[time-nuts] Tbolt issues

Bob kb8tq kb8tq at n1k.org
Thu Sep 1 21:46:02 EDT 2016


Hi

Unfortunately if you read a typical text on FM modulation, "instantaneous frequency" comes up pretty fast. In that context it has a valid meaning. Once out of context, it gets you in trouble. That point is never made when the term is introduced.

Bob

> On Sep 1, 2016, at 8:51 PM, Charles Steinmetz <csteinmetz at yandex.com> wrote:
> 
> Nick wrote:
> 
>> On a theoretical basis, can one speak of the limit of the frequency observed as tau approaches zero?
>> Might that in some way be the "instantaneous frequency" which people often think of?
> 
> That is (or is "something like") what it *would* be, but a little thought experiment will show that (and why) the linguistic construction is meaningless.
> 
> The period of a 10MHz sine wave is 100nS.  Think about observing it over shorter and shorter (but still finite) time intervals.
> 
> When the time interval is 100nS, we see one complete cycle (360 degrees, 2 pi radians) of the wave.  At this point we still have *some* shot at deducing its frequency, because no matter at what phase we start, we are guaranteed to observe two peaks (one high, one low) and at least one midpoint (e.g., zero-cross).  Our deduction (inference) will be less accurate as the noise and distortion (harmonic content) increases, and it won't be all that good under the best of circumstances.
> 
> Now shorten the observation time to 20nS.  We see 1/5 of a complete cycle (72 degrees, 0.4 pi radians) of the wave.  No matter which particular 72 degrees we see, we simply don't have enough information to reliably deduce the frequency.  By sampling very fast (say, every 100fS), we at least know pretty well the trajectory of that little snippet of signal, and using heroic measures we can make an educated guess about the frequency -- but we really couldn't say we "knew" what the frequency was.  Our error bars are growing, growing....
> 
> Now consider a 1nS sample.  Nothing we can do now will give us even a bad guess as to the frequency.  And finally, consider a genuine "instant" sample (one mathematical point of the wave form).  We have now reached the point where there is literally NO information about the frequency.  One time-voltage point could be part of a literally infinite number of signals, each one of a different frequency from DC to infinity.
> 
> Thus we see that the well-formed English phrase, "instantaneous frequency," is, literally, meaningless.  It denotes absolutely nothing.
> 
> Best regards,
> 
> Charles
> 
> 
> _______________________________________________
> time-nuts mailing list -- time-nuts at febo.com
> To unsubscribe, go to https://www.febo.com/cgi-bin/mailman/listinfo/time-nuts
> and follow the instructions there.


* _YOUR GOAL_: Each line from the one with "Image is 709x256 pixels." through the end of the records below should be transcribed exactly, and each picture should be skipped.

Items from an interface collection
[Start of Attachment]
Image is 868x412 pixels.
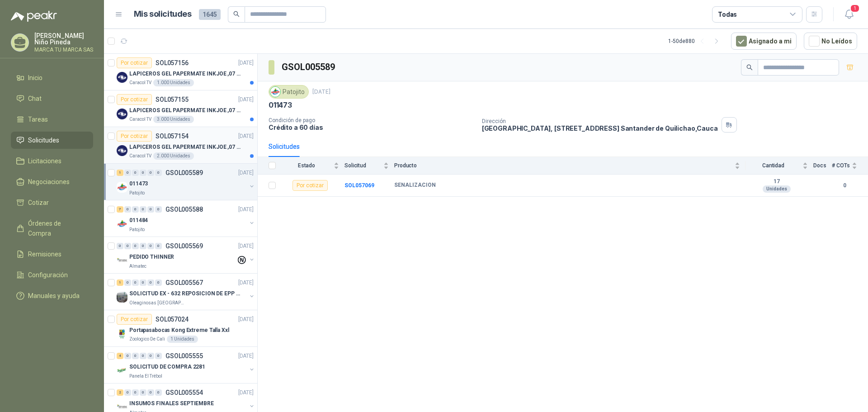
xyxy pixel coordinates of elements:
a: Cotizar [10,194,93,211]
th: Cantidad [746,157,813,175]
p: GSOL005567 [165,279,203,285]
img: Company Logo [117,292,127,302]
span: Órdenes de Compra [28,218,85,238]
img: Company Logo [117,108,127,120]
span: Configuración [28,270,68,279]
a: 1 0 0 0 0 0 GSOL005567[DATE] Company LogoSOLICITUD EX - 632 REPOSICION DE EPP #2Oleaginosas [GEOG... [117,277,256,306]
a: Órdenes de Compra [10,215,93,242]
p: [DATE] [238,388,253,397]
a: Por cotizarSOL057024[DATE] Company LogoPortapasabocas Kong Extreme Talla XxlZoologico De Cali1 Un... [104,310,258,347]
p: [DATE] [238,315,253,324]
div: 0 [148,243,155,249]
span: Estado [281,162,332,168]
th: # COTs [832,157,868,175]
p: Almatec [129,262,147,270]
span: Licitaciones [28,156,61,166]
img: Company Logo [117,365,127,375]
span: search [747,65,753,71]
div: Unidades [762,185,791,193]
p: GSOL005569 [165,243,203,249]
p: Dirección [482,118,718,124]
p: Crédito a 60 días [269,123,475,131]
p: [DATE] [238,95,253,104]
h1: Mis solicitudes [134,8,192,21]
span: Inicio [28,72,43,83]
p: [DATE] [238,58,253,67]
div: 0 [140,169,147,175]
a: 1 0 0 0 0 0 GSOL005589[DATE] Company Logo011473Patojito [117,168,256,196]
th: Solicitud [345,157,394,175]
div: 2.000 Unidades [154,152,194,160]
span: 1645 [199,9,221,20]
span: search [233,10,239,17]
div: 0 [132,353,139,359]
div: 0 [124,243,131,249]
div: 0 [155,169,162,175]
div: 0 [155,279,162,285]
p: [DATE] [238,278,253,287]
p: SOL057155 [155,96,189,103]
b: SOL057069 [345,182,375,189]
div: Todas [718,10,737,19]
p: Zoologico De Cali [129,335,165,342]
p: SOL057024 [155,316,189,322]
p: [GEOGRAPHIC_DATA], [STREET_ADDRESS] Santander de Quilichao , Cauca [482,124,718,132]
p: Patojito [129,225,145,233]
p: LAPICEROS GEL PAPERMATE INKJOE ,07 1 LOGO 1 TINTA [129,70,242,79]
p: GSOL005589 [165,169,203,175]
a: Chat [10,90,93,107]
div: 0 [155,243,162,249]
div: 1 Unidades [167,335,198,342]
img: Company Logo [117,72,127,83]
a: Solicitudes [10,132,93,148]
div: 0 [124,206,131,212]
div: 0 [148,389,155,395]
div: 0 [124,169,131,175]
p: Oleaginosas [GEOGRAPHIC_DATA][PERSON_NAME] [129,299,186,306]
div: 0 [140,353,147,359]
img: Company Logo [117,182,127,193]
a: Manuales y ayuda [10,287,93,304]
img: Company Logo [117,218,127,229]
p: PEDIDO THINNER [129,252,174,261]
div: 0 [140,206,147,212]
div: Por cotizar [293,180,327,190]
p: [PERSON_NAME] Niño Pineda [34,32,93,45]
h3: GSOL005589 [282,60,336,74]
button: No Leídos [804,32,858,50]
div: 0 [155,206,162,212]
div: 1 [117,279,123,285]
img: Company Logo [117,255,127,265]
div: 1 - 50 de 880 [668,34,724,48]
th: Estado [281,157,345,175]
img: Company Logo [271,86,280,97]
span: Solicitud [345,162,382,168]
a: Inicio [10,69,93,86]
span: Negociaciones [28,176,70,187]
p: 011473 [129,180,148,188]
div: 0 [132,389,139,395]
div: 0 [117,243,123,249]
p: SOLICITUD DE COMPRA 2281 [129,362,205,371]
p: Portapasabocas Kong Extreme Talla Xxl [129,326,229,334]
a: Por cotizarSOL057156[DATE] Company LogoLAPICEROS GEL PAPERMATE INKJOE ,07 1 LOGO 1 TINTACaracol T... [104,54,258,91]
b: 0 [832,182,858,189]
a: Remisiones [10,245,93,263]
div: 0 [124,389,131,395]
p: 011473 [269,100,292,110]
img: Company Logo [117,328,127,339]
a: 4 0 0 0 0 0 GSOL005555[DATE] Company LogoSOLICITUD DE COMPRA 2281Panela El Trébol [117,350,256,379]
p: [DATE] [238,242,253,251]
p: SOL057154 [155,133,189,139]
p: Panela El Trébol [129,372,162,379]
p: [DATE] [238,352,253,360]
div: 0 [140,389,147,395]
div: Por cotizar [117,94,152,105]
p: LAPICEROS GEL PAPERMATE INKJOE ,07 1 LOGO 1 TINTA [129,143,242,151]
p: MARCA TU MARCA SAS [34,47,93,52]
span: Solicitudes [28,135,59,145]
button: 1 [841,6,858,23]
span: Cotizar [28,197,49,208]
div: Por cotizar [117,313,152,325]
p: Patojito [129,189,145,196]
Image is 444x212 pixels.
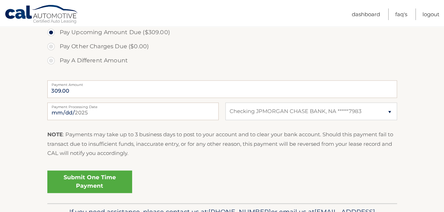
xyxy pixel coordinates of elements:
input: Payment Date [47,103,218,120]
strong: NOTE [47,131,63,138]
a: Dashboard [351,8,380,20]
label: Payment Processing Date [47,103,218,108]
label: Pay Other Charges Due ($0.00) [47,40,397,54]
a: Submit One Time Payment [47,171,132,193]
p: : Payments may take up to 3 business days to post to your account and to clear your bank account.... [47,130,397,158]
label: Payment Amount [47,80,397,86]
a: Logout [422,8,439,20]
input: Payment Amount [47,80,397,98]
label: Pay A Different Amount [47,54,397,68]
a: Cal Automotive [5,5,79,25]
a: FAQ's [395,8,407,20]
label: Pay Upcoming Amount Due ($309.00) [47,25,397,40]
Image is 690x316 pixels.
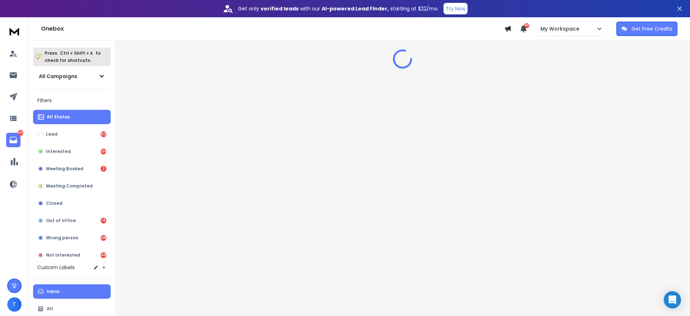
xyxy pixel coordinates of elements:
button: T [7,297,22,311]
button: All [33,301,111,316]
div: 48 [101,252,106,258]
div: 14 [101,218,106,223]
p: Get only with our starting at $22/mo [238,5,438,12]
p: Not Interested [46,252,80,258]
button: Inbox [33,284,111,298]
p: Get Free Credits [632,25,673,32]
p: 333 [18,130,23,136]
div: 38 [101,235,106,241]
span: 50 [525,23,530,28]
button: Meeting Booked2 [33,161,111,176]
button: All Status [33,110,111,124]
p: All Status [47,114,70,120]
button: Meeting Completed [33,179,111,193]
button: Try Now [444,3,468,14]
button: Closed [33,196,111,210]
button: Out of office14 [33,213,111,228]
a: 333 [6,133,20,147]
div: 93 [101,131,106,137]
p: Try Now [446,5,466,12]
h1: Onebox [41,24,504,33]
p: Lead [46,131,58,137]
img: logo [7,24,22,38]
p: Closed [46,200,63,206]
button: Get Free Credits [617,22,678,36]
p: Interested [46,148,71,154]
p: Wrong person [46,235,78,241]
p: Meeting Booked [46,166,83,172]
p: My Workspace [541,25,582,32]
h1: All Campaigns [39,73,77,80]
p: Out of office [46,218,76,223]
button: Lead93 [33,127,111,141]
span: Ctrl + Shift + k [59,49,94,57]
button: All Campaigns [33,69,111,83]
button: Not Interested48 [33,248,111,262]
div: 2 [101,166,106,172]
p: Meeting Completed [46,183,93,189]
h3: Filters [33,95,111,105]
button: Interested138 [33,144,111,159]
button: Wrong person38 [33,230,111,245]
div: 138 [101,148,106,154]
h3: Custom Labels [37,264,75,271]
strong: AI-powered Lead Finder, [322,5,389,12]
p: All [47,306,53,311]
p: Inbox [47,288,59,294]
p: Press to check for shortcuts. [45,50,101,64]
strong: verified leads [261,5,299,12]
div: Open Intercom Messenger [664,291,681,308]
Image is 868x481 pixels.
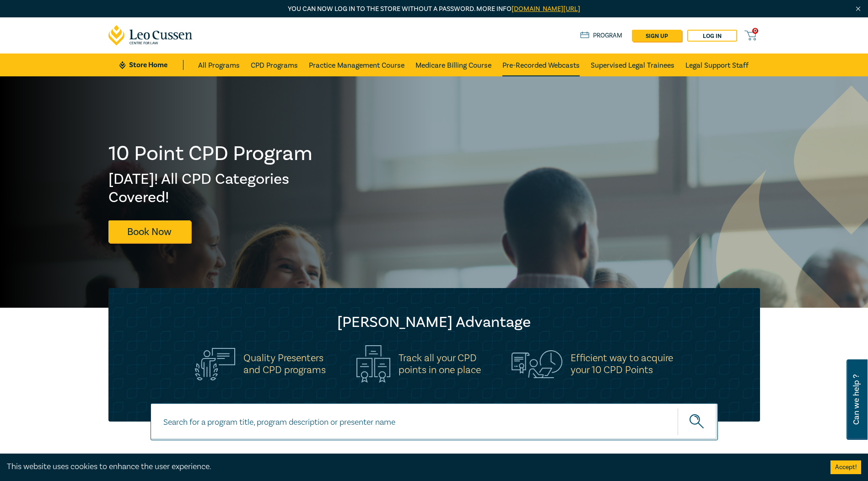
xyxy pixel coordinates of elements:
h5: Track all your CPD points in one place [399,352,481,376]
a: All Programs [198,54,239,76]
a: Pre-Recorded Webcasts [502,54,580,76]
a: Book Now [108,220,191,243]
a: Medicare Billing Course [415,54,491,76]
span: Can we help ? [852,365,861,435]
button: Accept cookies [830,460,861,474]
div: This website uses cookies to enhance the user experience. [7,461,817,473]
h1: 10 Point CPD Program [108,142,313,165]
p: You can now log in to the store without a password. More info [108,4,760,14]
input: Search for a program title, program description or presenter name [151,403,718,441]
img: Track all your CPD<br>points in one place [356,345,390,383]
a: Supervised Legal Trainees [591,54,674,76]
a: Log in [687,30,737,42]
h2: [DATE]! All CPD Categories Covered! [108,170,313,207]
a: Practice Management Course [309,54,405,76]
img: Quality Presenters<br>and CPD programs [195,348,235,380]
a: CPD Programs [251,54,298,76]
img: Efficient way to acquire<br>your 10 CPD Points [512,350,562,377]
a: Legal Support Staff [686,54,749,76]
h5: Quality Presenters and CPD programs [244,352,326,376]
a: Program [580,30,623,40]
img: Close [854,5,862,13]
a: sign up [632,30,682,42]
h2: [PERSON_NAME] Advantage [127,313,742,332]
span: 0 [752,28,758,34]
h5: Efficient way to acquire your 10 CPD Points [571,352,673,376]
a: [DOMAIN_NAME][URL] [512,5,580,13]
a: Store Home [119,60,183,70]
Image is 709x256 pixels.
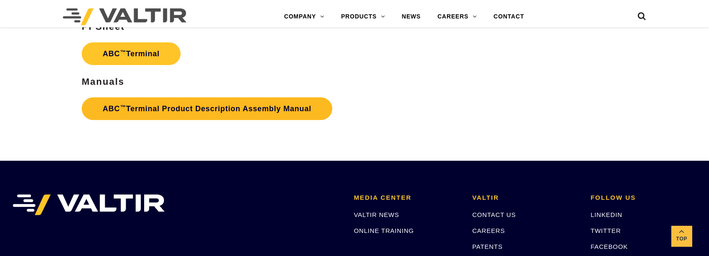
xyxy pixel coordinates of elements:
a: NEWS [393,8,429,25]
a: FACEBOOK [590,243,628,250]
a: VALTIR NEWS [354,211,399,218]
a: TWITTER [590,227,620,234]
a: COMPANY [276,8,333,25]
a: ONLINE TRAINING [354,227,414,234]
h2: VALTIR [472,194,578,201]
strong: PI Sheet [82,21,125,32]
strong: Manuals [82,76,124,87]
a: ABC™Terminal [82,42,181,65]
a: PRODUCTS [333,8,393,25]
a: CAREERS [429,8,485,25]
a: CONTACT [485,8,532,25]
span: Top [671,234,692,243]
img: VALTIR [13,194,165,215]
sup: ™ [120,49,126,55]
a: Top [671,225,692,246]
a: PATENTS [472,243,503,250]
a: LINKEDIN [590,211,622,218]
a: CONTACT US [472,211,516,218]
img: Valtir [63,8,186,25]
h2: MEDIA CENTER [354,194,460,201]
a: ABC™Terminal Product Description Assembly Manual [82,97,332,120]
h2: FOLLOW US [590,194,696,201]
a: CAREERS [472,227,505,234]
sup: ™ [120,104,126,110]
[End of Attachment]
* _ANSWER SECTION_:
Image is 709x256 pixels.
xyxy pixel coordinates of elements:
a: NEWS [393,8,429,25]
a: FACEBOOK [590,243,628,250]
a: VALTIR NEWS [354,211,399,218]
a: TWITTER [590,227,620,234]
a: COMPANY [276,8,333,25]
a: ONLINE TRAINING [354,227,414,234]
h2: VALTIR [472,194,578,201]
strong: PI Sheet [82,21,125,32]
strong: Manuals [82,76,124,87]
a: ABC™Terminal [82,42,181,65]
a: PRODUCTS [333,8,393,25]
a: CAREERS [429,8,485,25]
a: CONTACT [485,8,532,25]
span: Top [671,234,692,243]
img: VALTIR [13,194,165,215]
sup: ™ [120,49,126,55]
a: Top [671,225,692,246]
a: PATENTS [472,243,503,250]
a: LINKEDIN [590,211,622,218]
a: CONTACT US [472,211,516,218]
img: Valtir [63,8,186,25]
h2: MEDIA CENTER [354,194,460,201]
a: ABC™Terminal Product Description Assembly Manual [82,97,332,120]
h2: FOLLOW US [590,194,696,201]
a: CAREERS [472,227,505,234]
sup: ™ [120,104,126,110]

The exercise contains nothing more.